Finally, An American President Stands up to Sharpton
An in-depth look at the “con man.”
Al Sharpton has been in the public limelight for just over 30 years – ever since he first burst upon the scene by promoting the fake story of a white-on-black gang rape in upstate New York in 1987. But not until now has America had a president with enough courage to tell the nation exactly what Sharpton is: “Al is a con man, a troublemaker, always looking for a score,” said Donald Trump on Monday. In response, Sharpton did the only thing he’s ever really learned how to do: He accused the president of harboring “a particular venom for blacks and people of color.” What a surprise. “Trump says I’m a troublemaker & con man,” Sharpton added. “I do make trouble for bigots.”
Let’s take a brief look at some of the career highlights of this self-anointed “troublemaker for bigots” shall we?
Supporting a Communist Front and Angela Davis
The February 9, 1971 edition of the Communist Party USA newspaper Daily World, noted that Sharpton had recently addressed a White Plains, New York rally in support of a CPUSA front group called The Committee to Free Angela Davis. At that time, the Marxist revolutionary Davis was in prison for her role in abetting the murder of a California judge.
Sharpton Praises the Marxist Holiday, Kwanzaa
On December 24, 1971, the New York Times quoted Sharpton praising Kwanzaa, the race-centered winter holiday that had been recently established by Maulana Karenga, a Marxist black nationalist who had once been arrested for assaulting and torturing two women. The philosophy underlying Kwanzaa is known as Kawaida, a variation of classical Marxism that also includes enmity toward white people. Practitioners of Kawaida believe that one’s racial identity “determines life conditions, life chances, and self-understanding” — just as Marxists identify class as the determining factor of one’s life conditions.
The Tawana Brawley Racial Hoax
Sharpton first entered America’s national consciousness on a large scale in November 1987, when he injected himself into the case of a 15-year-old black girl named Tawana Brawley, who claimed that she had been abducted and raped by a gang of six whites in Dutchess County, New York. Despite a complete absence of any credible evidence to support Miss Brawley’s story, Sharpton assumed the role of special adviser to the girl. In the autumn of 1988, after conducting an exhaustive review of the facts, a grand jury released its report showing beyond any doubt that the entire Brawley story had been fabricated, and that at least $1 million of New York taxpayers’ money had been spent to investigate a colossal hoax.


- **EXERCISE INSTRUCTIONS**
Any picture in the entries is to be skipped, while everything else is transcribed word for word.

::::::::

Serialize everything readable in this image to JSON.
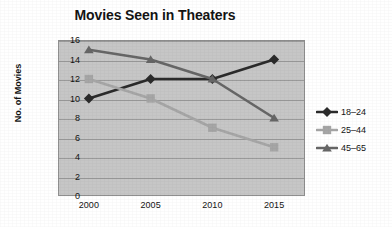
{
  "chart_data": {
    "type": "line",
    "title": "Movies Seen in Theaters",
    "xlabel": "",
    "ylabel": "No. of Movies",
    "categories": [
      "2000",
      "2005",
      "2010",
      "2015"
    ],
    "ylim": [
      0,
      16
    ],
    "ytick_labels": [
      "0",
      "2",
      "4",
      "6",
      "8",
      "10",
      "12",
      "14",
      "16"
    ],
    "ytick_values": [
      0,
      2,
      4,
      6,
      8,
      10,
      12,
      14,
      16
    ],
    "grid": true,
    "legend_position": "right",
    "plot_background": "#c6c6c6",
    "series": [
      {
        "name": "18–24",
        "values": [
          10,
          12,
          12,
          14
        ],
        "color": "#2b2b2b",
        "marker": "diamond"
      },
      {
        "name": "25–44",
        "values": [
          12,
          10,
          7,
          5
        ],
        "color": "#a6a6a6",
        "marker": "square"
      },
      {
        "name": "45–65",
        "values": [
          15,
          14,
          12,
          8
        ],
        "color": "#666666",
        "marker": "triangle"
      }
    ]
  },
  "legend": {
    "entries": [
      {
        "label": "18–24"
      },
      {
        "label": "25–44"
      },
      {
        "label": "45–65"
      }
    ]
  },
  "axes": {
    "y_title": "No. of Movies"
  }
}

::::::::

- **RESPONSE TO THIS EXERCISE**
Serialize everything readable in this image to JSON.
{
  "chart_data": {
    "type": "line",
    "title": "Movies Seen in Theaters",
    "xlabel": "",
    "ylabel": "No. of Movies",
    "categories": [
      "2000",
      "2005",
      "2010",
      "2015"
    ],
    "ylim": [
      0,
      16
    ],
    "ytick_labels": [
      "0",
      "2",
      "4",
      "6",
      "8",
      "10",
      "12",
      "14",
      "16"
    ],
    "ytick_values": [
      0,
      2,
      4,
      6,
      8,
      10,
      12,
      14,
      16
    ],
    "grid": true,
    "legend_position": "right",
    "plot_background": "#c6c6c6",
    "series": [
      {
        "name": "18–24",
        "values": [
          10,
          12,
          12,
          14
        ],
        "color": "#2b2b2b",
        "marker": "diamond"
      },
      {
        "name": "25–44",
        "values": [
          12,
          10,
          7,
          5
        ],
        "color": "#a6a6a6",
        "marker": "square"
      },
      {
        "name": "45–65",
        "values": [
          15,
          14,
          12,
          8
        ],
        "color": "#666666",
        "marker": "triangle"
      }
    ]
  },
  "legend": {
    "entries": [
      {
        "label": "18–24"
      },
      {
        "label": "25–44"
      },
      {
        "label": "45–65"
      }
    ]
  },
  "axes": {
    "y_title": "No. of Movies"
  }
}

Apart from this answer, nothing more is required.